As fractured as our times, but critical of fracture, not simply agreeing to it, the poems of The Royal Nonesuch press against their own concerns. “You could hear we’re post-apocalyptic” the book begins, and even so, we continue our lives, our various concerns, common as theft (as all the titles of this book are “stolen”), but true as any other life. We need directions, both “how to” and “which way.” It’s an enjoyable read, even through all the disasters, all the chain stores and root canals Steven Schroeder takes us down, because at the center, this is a book that enjoys life. There’s a cleverness that sounds an awful lot like hope weaving though these poems, where just because “you can’t prevent this ragdoll fall,” doesn’t mean anyone here’s giving up. And just because we’re at “another false summit” doesn’t mean all summits are false. Or maybe it does. Maybe they both do. That’s part of the question too, as every assertion twists with its opposing force, and all final thoughts are simply another station along the way. “So we offered our testimonies to the best / of your recollection” Schroeder writes, but your recollection “pled the fifth / that hid behind the Pledge and Drano bottles.”
—John Gallaher, author of Map of the Folded World, editor of The Laurel Review


Torched Verse Ends

(BlazeVox [books], 2009)

Buy this book from Amazon or Small Press Distribution.

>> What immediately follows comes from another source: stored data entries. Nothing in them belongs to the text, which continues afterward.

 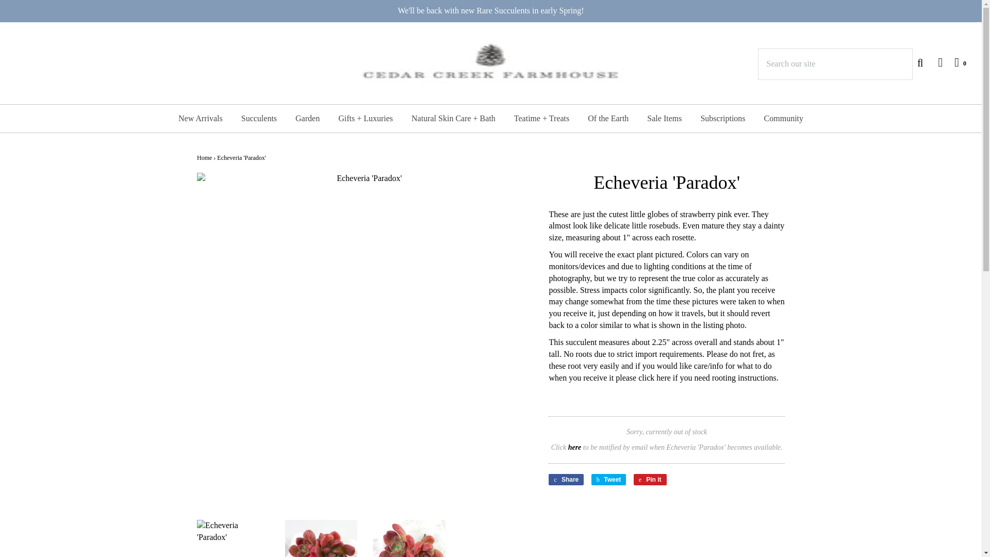 What do you see at coordinates (307, 119) in the screenshot?
I see `Garden` at bounding box center [307, 119].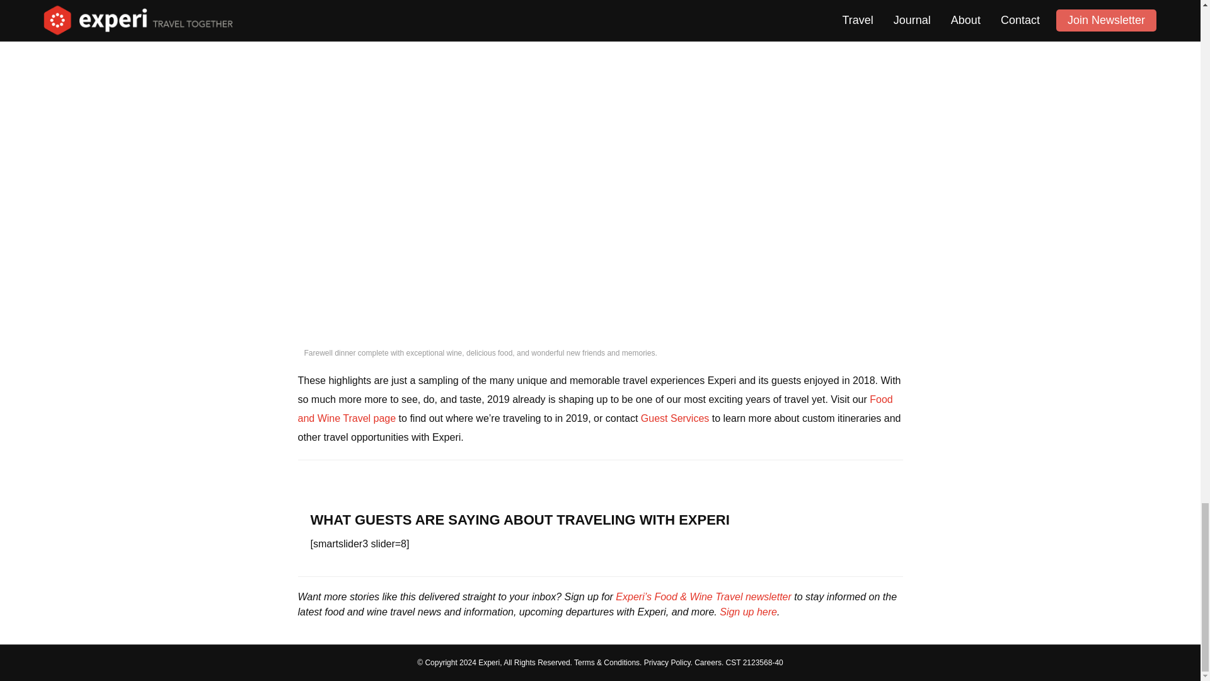 This screenshot has width=1210, height=681. Describe the element at coordinates (675, 417) in the screenshot. I see `Guest Services` at that location.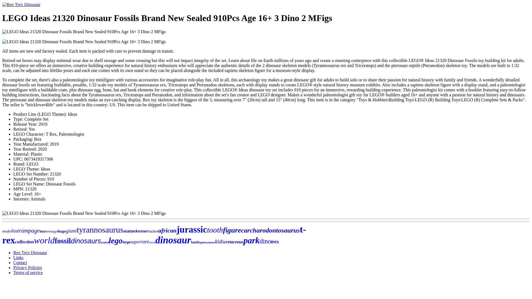 The image size is (532, 299). What do you see at coordinates (142, 232) in the screenshot?
I see `kenner` at bounding box center [142, 232].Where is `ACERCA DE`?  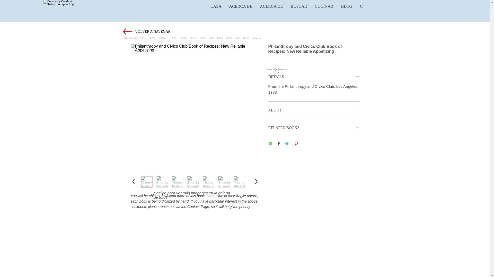 ACERCA DE is located at coordinates (240, 10).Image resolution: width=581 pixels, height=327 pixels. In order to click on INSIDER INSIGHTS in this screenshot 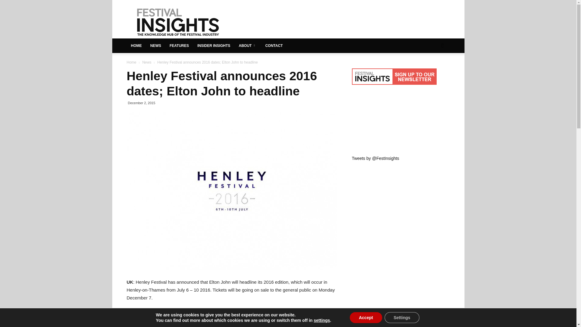, I will do `click(214, 45)`.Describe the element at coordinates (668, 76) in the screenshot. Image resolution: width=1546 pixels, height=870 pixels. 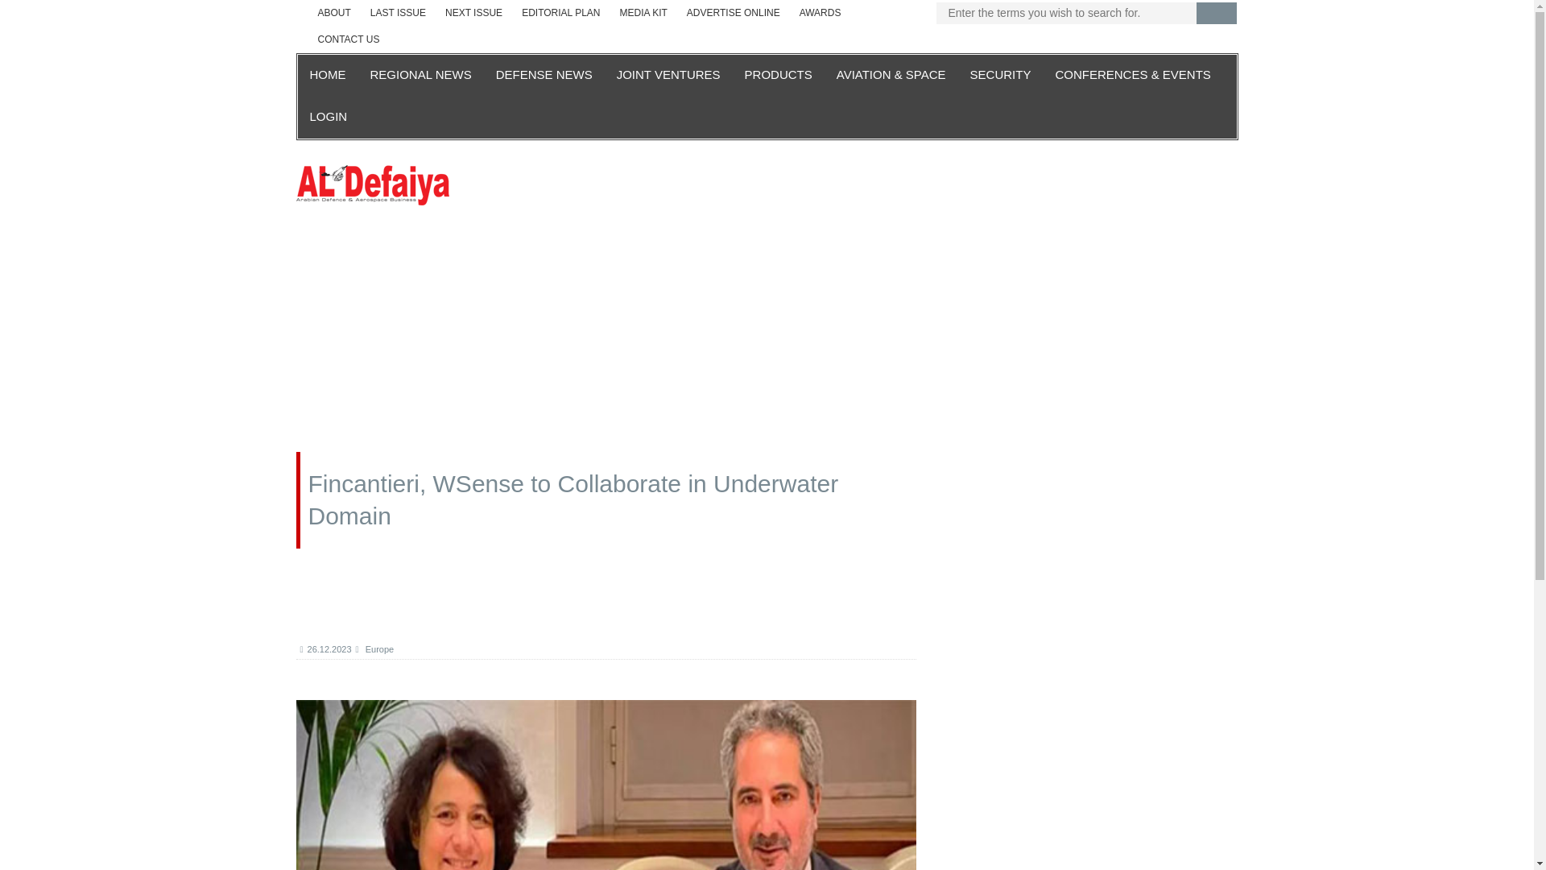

These are the poems of a hooch-swilling layabout, shifty-eyed sneak thief, disagreeable cuss–in short, good work, but he scares my kids. That shaved head and Satanic goatee? The yelling about the government?
—Aaron Anstett, author of Each Place the Body’s & No Accident

 

The poems in Steven D. Schroeder’s debut collection are not for the faint of heart. I mean this as the most serious of warnings. Upon reading them, you may find yourself locked in a cloakroom with nothing but his pages and a musty parka between you. Even if you resist, you may still dream, nightly, of absconding to Times Square with the author, frolicking in the orange light and snapping pictures. Buy three copies: one for the bookshelf, one to hide under your pillow, and one to keep close to your body at all times.
—Mary Biddinger, author of Prairie Fever, editor of Barn Owl Review

 

The poems in Torched Verse Ends revel in the interconnections between humans and our place–real or imagined–in the world. So it is fitting that the poems shift locations with the personalities of the speaker. Some poems wisecrack their way through Matt Groening’s Springfield. Others speak to us from Robotland, in the “error error error” of metallic vernacular. Still others employ more somber diction: Colorado as seen by forest firelight, the road somewhere in the flat between Colorado and Kansas. Regardless of place, Steve Schroeder’s poems move us forward toward the hills and rivers where the “Earth’s curve intensifies downhill.” The poems keep us safe in their own geography.
—Adrian Matejka, author of Mixology & The Devil’s Garden

 

In Torched Verse Ends, Steven D. Schroeder pulls poetry out of its too-small boxes and scatters it all over the room. One poem imitates form, the next mocks mental health surveys, and the herky-jerky music mixes high diction and slang, pop culture and wordplay, solemn hymns to nature and geeky robotic laws. Why deny lines like “Nature is a MILF” or “Artificial plants inhaled oxygen, exhaled chlorofluorocarbons” or “Your lips could suck the gin from juniper”? Schroeder is a serious poet, whether the poem is sad, surreal, or just plain silly.
—Richard Newman, author of Borrowed Towns, editor of River Styx

 

Steven D. Schroeder is the best thing for poetry since tuberculosis. I urge you to purchase Torched Verse Ends.
—Steven D. Schroeder, author of Torched Verse Ends

 

Steven’s vocabulary is so extensive that I have to look up several words per sentence when reading his current poems.